Port Authority Rejects 130 Liberty Street as Site for WTC Arts Center


A preliminary design of the performing arts center slated to be built at the World Trade Center site.


By Matt Dunning
UPDATED Jan. 14


Putting an end to months of speculation over the final location for a performing arts center at the new World Trade Center, Port Authority officials said this week that the 1,000-seat theater and rehearsal facility will be built in the space originally intended for it rather than on land now occupied by the former Deutsche Bank tower at 130 Liberty Street.

The Authority, along with the Lower Manhattan Development Corporation, had been mulling the idea of putting the arts center at 130 Liberty Street, on the south side of the 16-acre site. There was hope that the move could have delivered the arts center years ahead of its projected opening—in 2017—were it to be built in its originally planned location.

The site of the theater is next to the 1,776 foot high One World Trade Center (formerly the Freedom Tower) at the corner of Greenwich and Vesey Streets.

“The ultimate determination was that the north side would be the most appropriate location for a performing arts complex,” Port Authority spokesman Glen Guzi told a Community Board 1 committee on Jan. 11.

The Authority’s construction of the subterranean support structure that will hold up the 9/11 Memorial Park, transportation hub and a host of pedestrian and vehicular tunnels is progressing steadily through the western half of the 16-acre World Trade Center site. Guzi said. The upcoming phases of that work, scheduled to begin in the next few weeks, include a series of steel columns and sheer walls meant to support a performing arts center.

“The good news is that we are moving in a direction that will create the below-grade structure that will house the performing arts center,” Guzi said.

While the Port Authority is undertaking the support structure for the center—to be designed by architect Frank Gehry—construction of the actual building will be the city’s responsibility.


With the issue of the center’s location finally resolved, the center now needs a final design, a governance board and, perhaps most importantly, funding for its construction. The LMDC has pledged $50 for design and construction, but the center will need much more than that if it is ever to become a reality.
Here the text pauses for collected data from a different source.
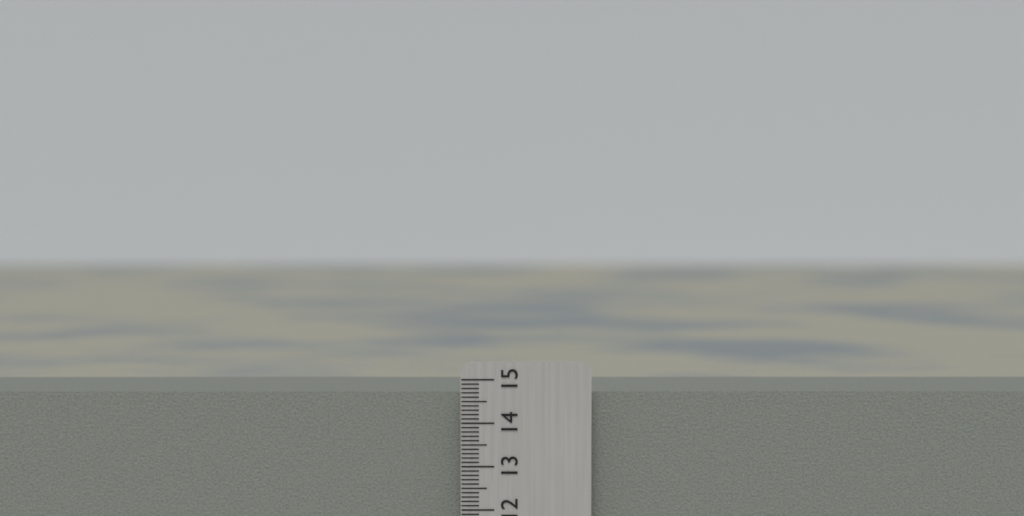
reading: 14.7 cm
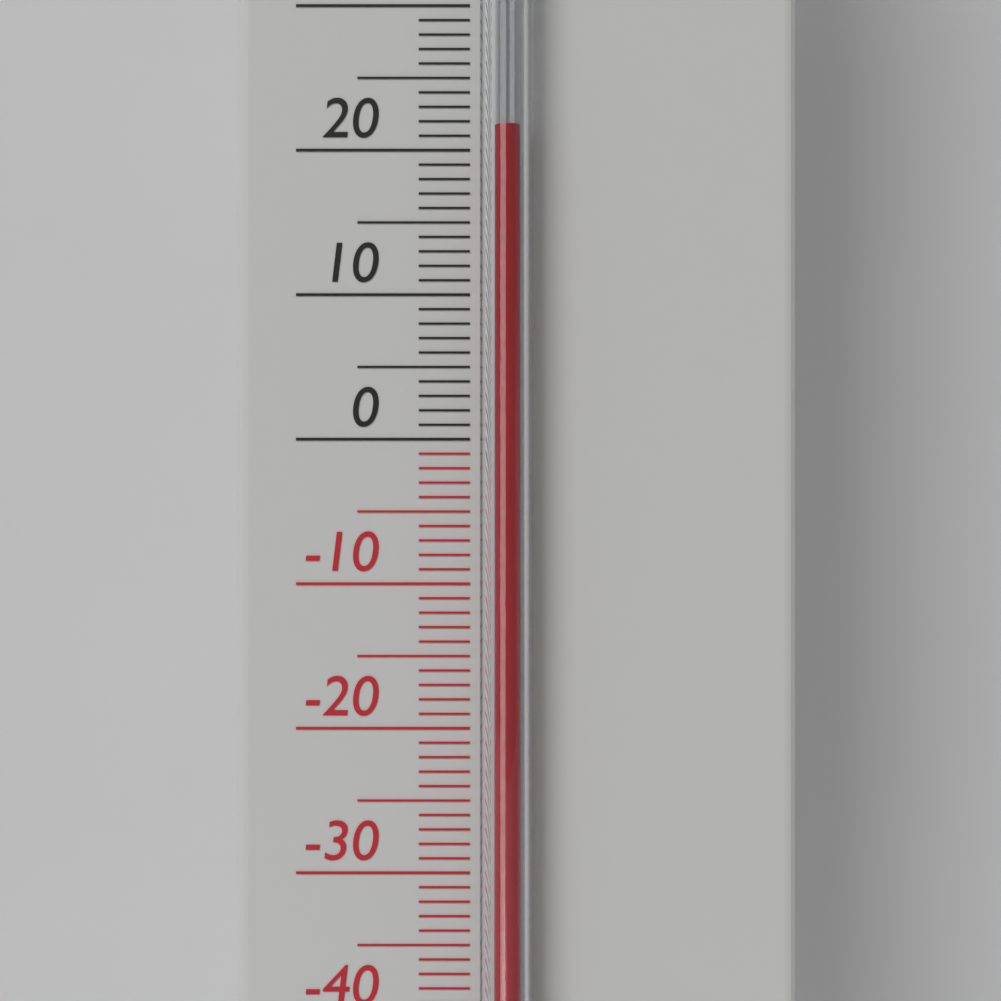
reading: 21.5 °C
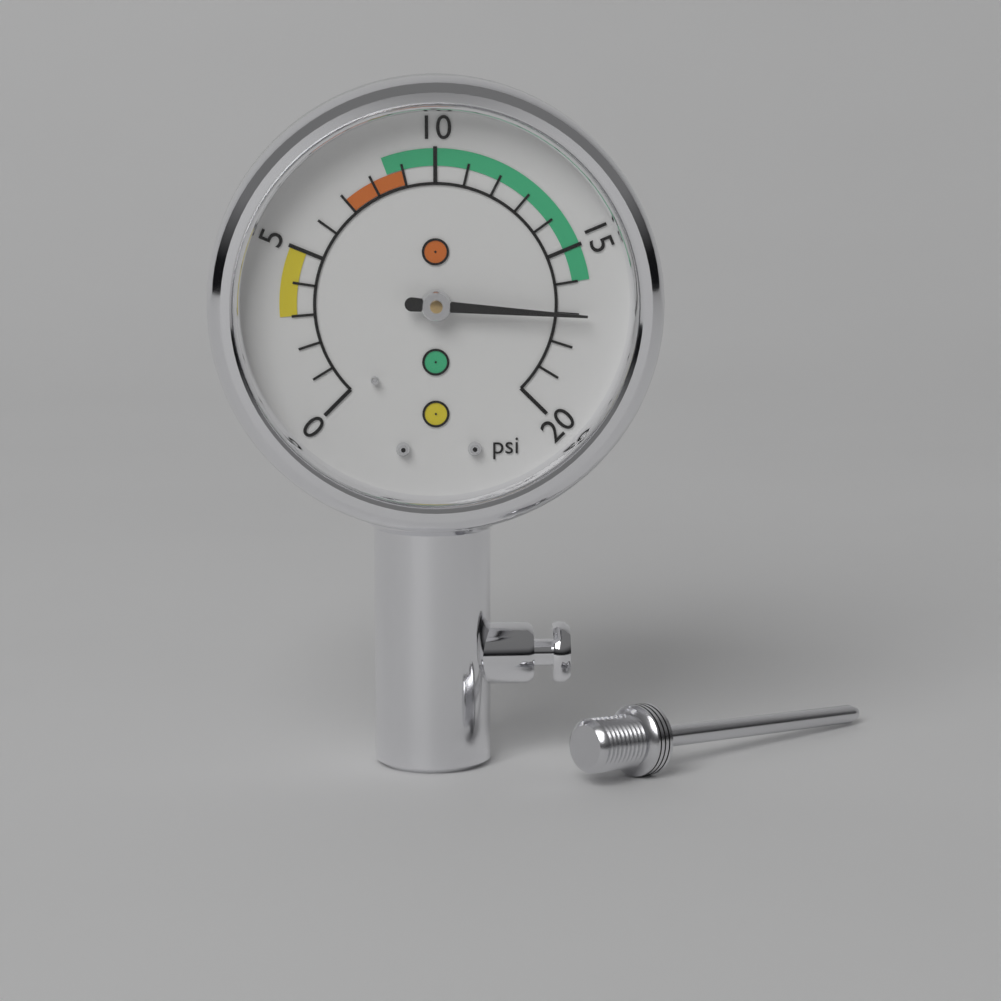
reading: 17 psi
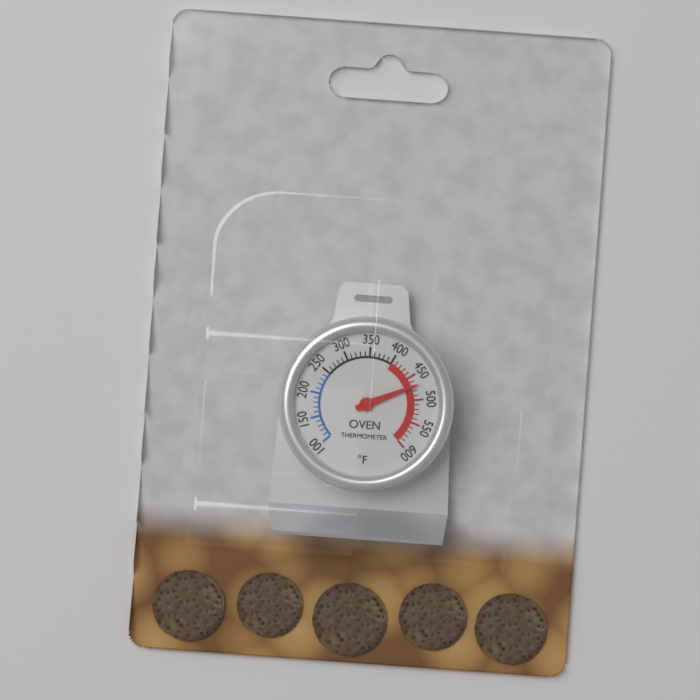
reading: 470 °F
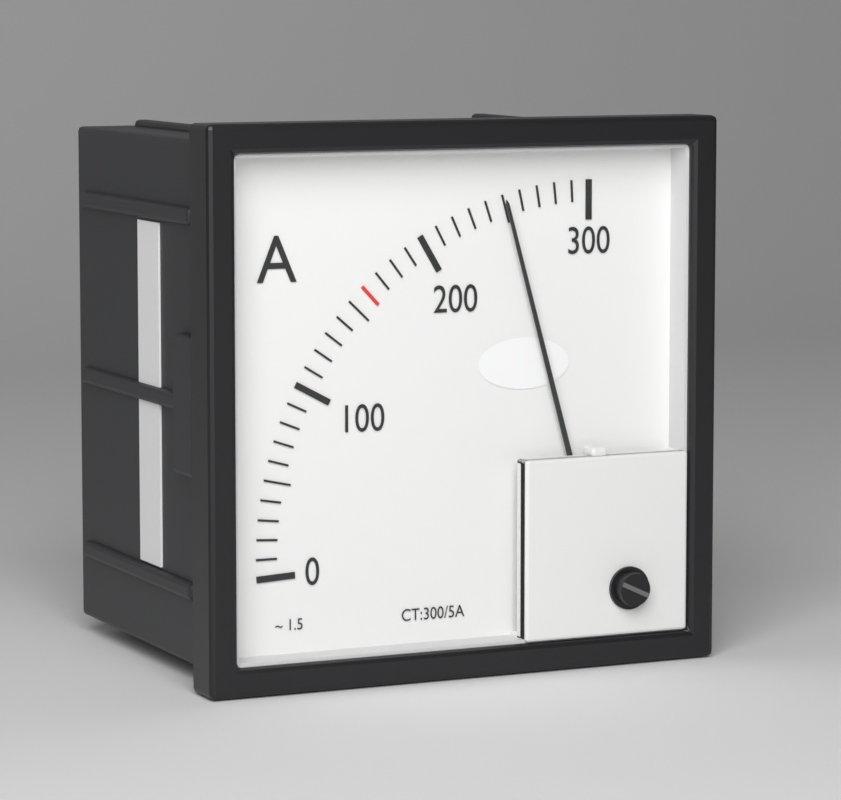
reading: 250 A
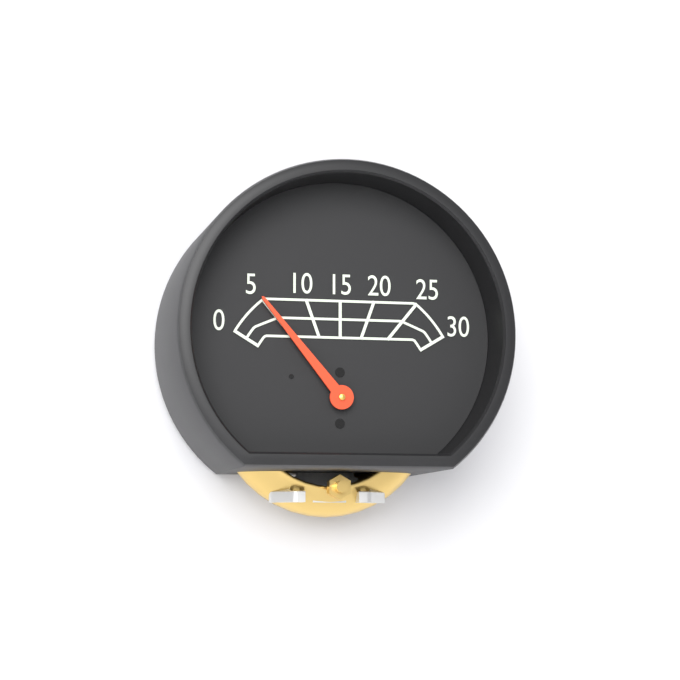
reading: 5 (no unit)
“The Performing Arts Center will help strengthen Lower Manhattan’s cultural community, and enhance the experience of the WTC site for residents and visitors alike,” said city Cultural Affairs Commissioner Kate D. Levin. “It is essential that we continue to move forward to ensure that the site originally designated in the master plan remains viable.”

Even with the underground supports in place, the city will have to wait at least five years to start construction on the actual building. The temporary PATH station, which is on part of arts center’s site, can’t be removed until the new Santiago Calatrava-designed transportation hub is finished in 2014.

If and when it is ever built, the arts center would house a 1,000-seat theater, a smaller auditorium or recital hall, and extensive rehearsal and set storage space and offices, Levin said. It is also planned to be the new home for the Joyce Theater Company.